The documentary, which debuted during last year’s Cannes Film Festival, is near and dear to Gainsbourg’s heart. In French with English subtitles, it’s what Gainsbourg calls “an open love letter” to her mother Jane Birkin, an actress and singer like Gainsbourg herself and the longtime collaborator and muse for her father, the late Serge Gainsbourg. The film – which will be available on digital platforms in time for Mother’s Day weekend – is built on intimate and sometimes difficult conversations between the two, emotionally poignant and at points quietly cathartic.

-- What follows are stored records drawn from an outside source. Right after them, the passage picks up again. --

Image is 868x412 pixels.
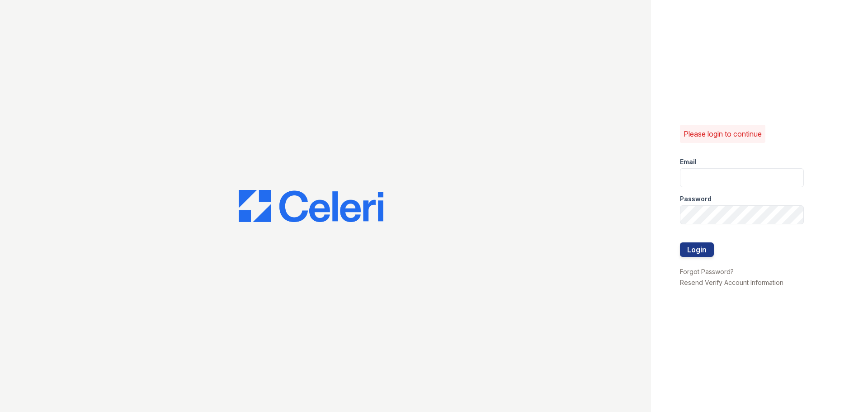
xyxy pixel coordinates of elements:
a: Resend Verify Account Information [680,279,784,286]
p: Please login to continue [683,128,762,139]
button: Login [680,242,714,257]
label: Email [680,157,697,166]
a: Forgot Password? [680,268,734,275]
label: Password [680,194,711,203]
img: CE_Logo_Blue-a8612792a0a2168367f1c8372b55b34899dd931a85d93a1a3d3e32e68fde9ad4.png [239,190,383,223]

“It was tricky,” Gainsbourg says Consequence about the project. “I wasn’t clear about it at the start. It was, like, an excuse to be close to her, to film her for the first time. Because I had made my music videos, maybe I was a little more assured that I wanted to continue [directing]. It wasn’t as if I had done nothing before. ”
The impetus for Jane by Charlotte came after the December 2013 death of Gainsbourg’s older half-sister Kate Barry, a noted celebrity photographer and the daughter of Birkin and her first husband, filmmaker John Barry. Barry, who’d struggled with substance abuse and addiction, fell from her fourth-floor apartment in Paris, and Gainsbourg has always termed it an accident rather than a suicide.
Following the tragedy, Gainsbourg moved from France to New York, but felt distanced from Birkin. “I felt a need to be close to her again,” Gainsbourg says, so she began the film process in Japan during a stop on Birkin’s The Symphony tour, performing the songs Serge Gainsbourg wrote for her with a full orchestra. Birkin, who was with Gainsbourg from 1968-80 but never married, said yes at first but then had a change of heart.
“I don’t know how I presented it, but it was very vague,” Gainsbourg acknowledges. “Now I know that she said‘ yes ’thinking I was going to do a documentary maybe about her career or something professional… But when it was time to interview her, I really dived in. My first question was about why did we have this shyness towards one another? Why was it not the same with her with Kate and not the same with Lou [Doillon, Gainsbourg’s younger half-sister]? How can she explain that? She took it so badly, and we stopped. ”
As Gainsbourg continues, “She said afterwards that she thought I was asking her to justify herself as a mother, for all the mistakes she had made. She was horrified. ”
The project was revived two years ago, however, when Birkin visited Gainsbourg in New York and agreed to watch the footage of her daughter had shot in Japan along with the interview.